One of my favorite games growing up was the original Zork on the Atari 8-bit. I sucked at it, for sure, but I remember spending countless hours mapping out the the huge cavern and the dam lobby, not exactly knowing the point of the game but sensing something great from that Grue-begotten adventure.
For years after that, I couldn’t get enough of adventure games, something that continues to a lesser extent today. For example, just last month I plopped down $15 bucks to revisit the Sierra treasure trove, maybe finally–finally–getting through Gabriel Knight 2. (I’ve lost my save game just before completing the final scene twice!)
Needless to say, when somebody leaked out the cancelled Warcraft Adventures, I was one of the first in line to download it. I mean, I’ve been waiting to play this game for eighteen years, ever since I was a nerdy middle schooler staying up late to get in another round of Warcraft 2. I was so excited back then to have one of my favorite game companies attack one of my favorite game genres. The disappointment was palpable when I heard of its cancellation.
So how is Warcraft Adventures? I haven’t beaten it yet, but I’m clearly not alone in thinking it’s pretty bad. Blizzard absolutely made the right call cancelling this game, since paying $40 for this cheesy hunt-for-the-pixel adventure would have sullied both their reputation as a game company and their prize franchise.
Plenty of gaming websites will talk about the logistics of the game. What I want to do instead is talk about playing it with my kids.
For a quick bit of history, both my kids love Minecraft: Story Mode and the new King’s Quest. My daughter and I recently made it through the remastered Grim Fandango, and we’ve made good headway into Broken Age. In other words, they’ve played more than their fair share of adventure games for a 5 and a 6 year old living in 2016.
That’s why as soon as I pulled up Warcraft Adventures, my son jumped on my lap, fully expecting to be an active participant in the game.
This is what I let him watch. . .
Yeah, it’s pretty bad. The acting, I mean. And the animation. It doesn’t help that, at the end of the scene, the animators decided to depict a graphic death, followed by a character wallowing in a pool of his own blood.
After we witnessed the blatant murdering of an orc and the rapid 180 of Brown Beard totally giving up on an at least 18 year project to raise an orc to be human, we finally get to play.
Then the black comedy begins.
I guess I shouldn’t be surprised by all the severed body parts, since the orc mouse cursor from the old Warcraft games was a bloody orc hand. Still, when a six year old is sitting on your lap, it makes the whole thing seem just a bit worse. That before even mentioning such lines as the main character’s saying he’d eat the decaying corpse of a fellow orc if he had a bit of salt.
The game is definitely an interesting throwback. At my kids’ ages, probably the most violent depiction in a video game was Mario squishing mushroom-shaped Goombas. It wasn’t until I was. . .8, I suppose, that I started playing the violent-for-the-time Castle Wolfenstein and Mortal Kombat.
Huh. That’s only two years from now for my son. No wonder my mom didn’t want us to have those games in our house.
Anyway, this eighteen year old adventure game was trying to appeal to the older market by throwing in plenty of gore in a more intimate take on a fairly bloody game (the decaying bodies of Warcraft 2 weren’t exactly family friendly, either). I find it more funny than anything that Warcraft Adventures actually maintains the same type of gruesomeness as the original games, yet I’ve mentally whitewashed the originals to be these pure and clean animated romps of Orcs and Humans chopping each other to bits.
Will I keep letting my kids play through Warcraft Adventures with me, even though it is decidedly less than kid friendly? I haven’t decided yet. It probably depends on how much worse it gets than, um, murder. . .
Yeah. . .
However, I do need a wingman on my third playthrough of Gabriel Knight 2, and I’m not sure of a better way to beef them up for that bloody and sometimes profane affair. We might have to push Phantasmagoria off another year or so, though. I’m not quite bad enough of a dad to let my kids play that one yet.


Description of the task | Write out every entry precisely as given, leaving the pictures out.

Data for review |

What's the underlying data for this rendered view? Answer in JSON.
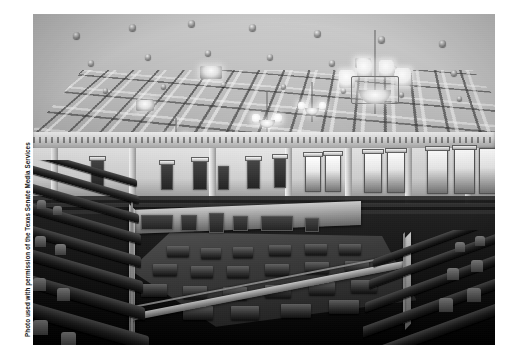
{
  "page": {
    "background_color": "#ffffff",
    "width": 518,
    "height": 362
  },
  "credit": {
    "text": "Photo used with permission of the Texas Senate Media Services",
    "orientation": "vertical-bottom-to-top",
    "color": "#1b1b1b"
  },
  "photo": {
    "alt": "Interior of the Texas Senate Chamber viewed from the upper gallery",
    "tone": "black-and-white",
    "frame": {
      "x": 33,
      "y": 14,
      "width": 462,
      "height": 331
    },
    "regions": [
      {
        "name": "coffered-ceiling",
        "description": "Deep coffered ceiling with ornamental beams and rosette bosses"
      },
      {
        "name": "chandeliers",
        "description": "Hanging chandeliers with frosted glass globes"
      },
      {
        "name": "upper-wall",
        "description": "Pale upper wall with arched windows and paneled doorways"
      },
      {
        "name": "back-gallery-tiers",
        "description": "Tiered gallery seating along the rear wall"
      },
      {
        "name": "senate-floor",
        "description": "Chamber well with rows of member desks"
      },
      {
        "name": "gallery-railing",
        "description": "Railing and parapet ringing the gallery"
      },
      {
        "name": "foreground-seating",
        "description": "Dark gallery seats in the foreground, left and right banks"
      }
    ]
  }
}
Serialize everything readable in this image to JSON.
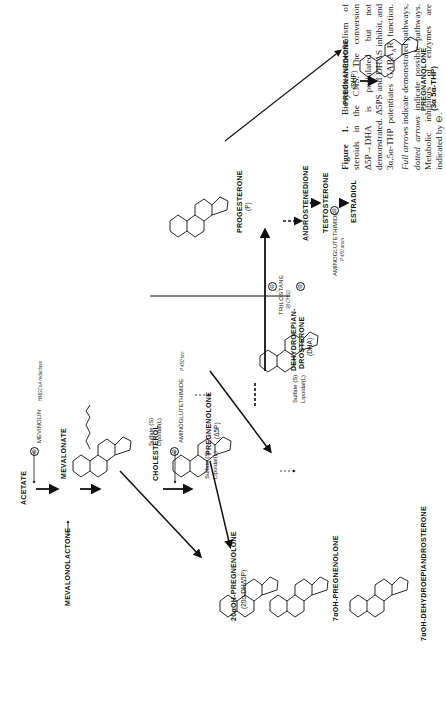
{
  "caption": {
    "figure_label": "Figure 1.",
    "text_1": "Biosynthesis/metabolism of steroids in the CNS. The conversion Δ5P→DHA is postulated but not demonstrated. Δ5PS and DHAS inhibit, and 3α,5α-THP potentiates GABA",
    "subscript": "A",
    "text_2": "R function.",
    "italic_full": "Full arrows",
    "text_3": "indicate demonstrated pathways,",
    "italic_dotted": "dotted arrows",
    "text_4": "indicate possible pathways. Metabolic inhibitors of enzymes are indicated by",
    "inhibitor_symbol": "⊖",
    "end": "."
  },
  "compounds": {
    "acetate": "ACETATE",
    "mevalonate": "MEVALONATE",
    "mevalonolactone": "MEVALONOLACTONE",
    "cholesterol": "CHOLESTEROL",
    "pregnenolone": "PREGNENOLONE",
    "pregnenolone_abbr": "(Δ5P)",
    "dha_line1": "DEHYDROEPIAN-",
    "dha_line2": "DROSTERONE",
    "dha_abbr": "(DHA)",
    "progesterone": "PROGESTERONE",
    "progesterone_abbr": "(P)",
    "androstenedione": "ANDROSTENEDIONE",
    "testosterone": "TESTOSTERONE",
    "estradiol": "ESTRADIOL",
    "pregnanedione": "PREGNANEDIONE",
    "pregnanedione_abbr": "(DHP)",
    "pregnanolone": "PREGNANOLONE",
    "pregnanolone_abbr": "(3α 5α-THP)",
    "oh20_preg": "20αOH-PREGNENOLONE",
    "oh20_preg_abbr": "(20α-DHΔ5P)",
    "oh7_preg": "7αOH-PREGNENOLONE",
    "oh7_dha": "7αOH-DEHYDROEPIANDROSTERONE"
  },
  "conjugates": {
    "sulfate": "Sulfate (S)",
    "lipoidal": "Lipoidal(L)"
  },
  "inhibitors": {
    "symbol": "⊖",
    "mevinolin": "MEVINOLIN",
    "mevinolin_enzyme": "HMGCoA reductase",
    "aminoglutethimide": "AMINOGLUTETHIMIDE",
    "aminoglutethimide_enzyme": "P 450 scc",
    "trilostane": "TRILOSTANE",
    "trilostane_enzyme": "3β OHSD",
    "aminoglutethimide2": "AMINOGLUTETHIMIDE",
    "aminoglutethimide2_enzyme": "P 450 arom"
  },
  "atoms": {
    "ho": "HO",
    "oh": "OH",
    "o": "O",
    "h": "H"
  }
}
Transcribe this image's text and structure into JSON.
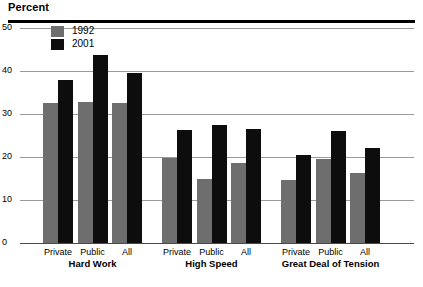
{
  "chart_data": {
    "type": "bar",
    "title": "Percent",
    "xlabel": "",
    "ylabel": "Percent",
    "ylim": [
      0,
      50
    ],
    "yticks": [
      0,
      10,
      20,
      30,
      40,
      50
    ],
    "ytick_labels": [
      "0",
      "10",
      "20",
      "30",
      "40",
      "50"
    ],
    "grid": true,
    "legend_position": "top-left",
    "categories": [
      "Private",
      "Public",
      "All",
      "Private",
      "Public",
      "All",
      "Private",
      "Public",
      "All"
    ],
    "groups": [
      {
        "label": "Hard Work",
        "categories": [
          "Private",
          "Public",
          "All"
        ],
        "series": [
          {
            "name": "1992",
            "values": [
              32.5,
              32.8,
              32.6
            ]
          },
          {
            "name": "2001",
            "values": [
              37.8,
              43.8,
              39.6
            ]
          }
        ]
      },
      {
        "label": "High Speed",
        "categories": [
          "Private",
          "Public",
          "All"
        ],
        "series": [
          {
            "name": "1992",
            "values": [
              19.8,
              15.0,
              18.5
            ]
          },
          {
            "name": "2001",
            "values": [
              26.3,
              27.4,
              26.6
            ]
          }
        ]
      },
      {
        "label": "Great Deal of Tension",
        "categories": [
          "Private",
          "Public",
          "All"
        ],
        "series": [
          {
            "name": "1992",
            "values": [
              14.6,
              19.5,
              16.3
            ]
          },
          {
            "name": "2001",
            "values": [
              20.5,
              26.0,
              22.0
            ]
          }
        ]
      }
    ],
    "series": [
      {
        "name": "1992",
        "color": "#6e6e6e",
        "values": [
          32.5,
          32.8,
          32.6,
          19.8,
          15.0,
          18.5,
          14.6,
          19.5,
          16.3
        ]
      },
      {
        "name": "2001",
        "color": "#0d0d0d",
        "values": [
          37.8,
          43.8,
          39.6,
          26.3,
          27.4,
          26.6,
          20.5,
          26.0,
          22.0
        ]
      }
    ]
  },
  "legend": {
    "items": [
      {
        "label": "1992",
        "color": "#6e6e6e"
      },
      {
        "label": "2001",
        "color": "#0d0d0d"
      }
    ]
  },
  "colors": {
    "series_1992": "#6e6e6e",
    "series_2001": "#0d0d0d",
    "gridline": "#9a9a9a",
    "rule": "#000000",
    "background": "#ffffff"
  }
}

Response to this task |
What's the underlying data for this rendered view? Answer in JSON.
{
  "page": {
    "background_color": "#ffffff",
    "width": 518,
    "height": 362
  },
  "credit": {
    "text": "Photo used with permission of the Texas Senate Media Services",
    "orientation": "vertical-bottom-to-top",
    "color": "#1b1b1b"
  },
  "photo": {
    "alt": "Interior of the Texas Senate Chamber viewed from the upper gallery",
    "tone": "black-and-white",
    "frame": {
      "x": 33,
      "y": 14,
      "width": 462,
      "height": 331
    },
    "regions": [
      {
        "name": "coffered-ceiling",
        "description": "Deep coffered ceiling with ornamental beams and rosette bosses"
      },
      {
        "name": "chandeliers",
        "description": "Hanging chandeliers with frosted glass globes"
      },
      {
        "name": "upper-wall",
        "description": "Pale upper wall with arched windows and paneled doorways"
      },
      {
        "name": "back-gallery-tiers",
        "description": "Tiered gallery seating along the rear wall"
      },
      {
        "name": "senate-floor",
        "description": "Chamber well with rows of member desks"
      },
      {
        "name": "gallery-railing",
        "description": "Railing and parapet ringing the gallery"
      },
      {
        "name": "foreground-seating",
        "description": "Dark gallery seats in the foreground, left and right banks"
      }
    ]
  }
}
Serialize everything readable in this image to JSON.
{
  "caption": {
    "figure_label": "Figure 1.",
    "text_1": "Biosynthesis/metabolism of steroids in the CNS. The conversion Δ5P→DHA is postulated but not demonstrated. Δ5PS and DHAS inhibit, and 3α,5α-THP potentiates GABA",
    "subscript": "A",
    "text_2": "R function.",
    "italic_full": "Full arrows",
    "text_3": "indicate demonstrated pathways,",
    "italic_dotted": "dotted arrows",
    "text_4": "indicate possible pathways. Metabolic inhibitors of enzymes are indicated by",
    "inhibitor_symbol": "⊖",
    "end": "."
  },
  "compounds": {
    "acetate": "ACETATE",
    "mevalonate": "MEVALONATE",
    "mevalonolactone": "MEVALONOLACTONE",
    "cholesterol": "CHOLESTEROL",
    "pregnenolone": "PREGNENOLONE",
    "pregnenolone_abbr": "(Δ5P)",
    "dha_line1": "DEHYDROEPIAN-",
    "dha_line2": "DROSTERONE",
    "dha_abbr": "(DHA)",
    "progesterone": "PROGESTERONE",
    "progesterone_abbr": "(P)",
    "androstenedione": "ANDROSTENEDIONE",
    "testosterone": "TESTOSTERONE",
    "estradiol": "ESTRADIOL",
    "pregnanedione": "PREGNANEDIONE",
    "pregnanedione_abbr": "(DHP)",
    "pregnanolone": "PREGNANOLONE",
    "pregnanolone_abbr": "(3α 5α-THP)",
    "oh20_preg": "20αOH-PREGNENOLONE",
    "oh20_preg_abbr": "(20α-DHΔ5P)",
    "oh7_preg": "7αOH-PREGNENOLONE",
    "oh7_dha": "7αOH-DEHYDROEPIANDROSTERONE"
  },
  "conjugates": {
    "sulfate": "Sulfate (S)",
    "lipoidal": "Lipoidal(L)"
  },
  "inhibitors": {
    "symbol": "⊖",
    "mevinolin": "MEVINOLIN",
    "mevinolin_enzyme": "HMGCoA reductase",
    "aminoglutethimide": "AMINOGLUTETHIMIDE",
    "aminoglutethimide_enzyme": "P 450 scc",
    "trilostane": "TRILOSTANE",
    "trilostane_enzyme": "3β OHSD",
    "aminoglutethimide2": "AMINOGLUTETHIMIDE",
    "aminoglutethimide2_enzyme": "P 450 arom"
  },
  "atoms": {
    "ho": "HO",
    "oh": "OH",
    "o": "O",
    "h": "H"
  }
}
Transcribe this image's text and structure into JSON.
{
  "chart_data": {
    "type": "bar",
    "title": "Percent",
    "xlabel": "",
    "ylabel": "Percent",
    "ylim": [
      0,
      50
    ],
    "yticks": [
      0,
      10,
      20,
      30,
      40,
      50
    ],
    "ytick_labels": [
      "0",
      "10",
      "20",
      "30",
      "40",
      "50"
    ],
    "grid": true,
    "legend_position": "top-left",
    "categories": [
      "Private",
      "Public",
      "All",
      "Private",
      "Public",
      "All",
      "Private",
      "Public",
      "All"
    ],
    "groups": [
      {
        "label": "Hard Work",
        "categories": [
          "Private",
          "Public",
          "All"
        ],
        "series": [
          {
            "name": "1992",
            "values": [
              32.5,
              32.8,
              32.6
            ]
          },
          {
            "name": "2001",
            "values": [
              37.8,
              43.8,
              39.6
            ]
          }
        ]
      },
      {
        "label": "High Speed",
        "categories": [
          "Private",
          "Public",
          "All"
        ],
        "series": [
          {
            "name": "1992",
            "values": [
              19.8,
              15.0,
              18.5
            ]
          },
          {
            "name": "2001",
            "values": [
              26.3,
              27.4,
              26.6
            ]
          }
        ]
      },
      {
        "label": "Great Deal of Tension",
        "categories": [
          "Private",
          "Public",
          "All"
        ],
        "series": [
          {
            "name": "1992",
            "values": [
              14.6,
              19.5,
              16.3
            ]
          },
          {
            "name": "2001",
            "values": [
              20.5,
              26.0,
              22.0
            ]
          }
        ]
      }
    ],
    "series": [
      {
        "name": "1992",
        "color": "#6e6e6e",
        "values": [
          32.5,
          32.8,
          32.6,
          19.8,
          15.0,
          18.5,
          14.6,
          19.5,
          16.3
        ]
      },
      {
        "name": "2001",
        "color": "#0d0d0d",
        "values": [
          37.8,
          43.8,
          39.6,
          26.3,
          27.4,
          26.6,
          20.5,
          26.0,
          22.0
        ]
      }
    ]
  },
  "legend": {
    "items": [
      {
        "label": "1992",
        "color": "#6e6e6e"
      },
      {
        "label": "2001",
        "color": "#0d0d0d"
      }
    ]
  },
  "colors": {
    "series_1992": "#6e6e6e",
    "series_2001": "#0d0d0d",
    "gridline": "#9a9a9a",
    "rule": "#000000",
    "background": "#ffffff"
  }
}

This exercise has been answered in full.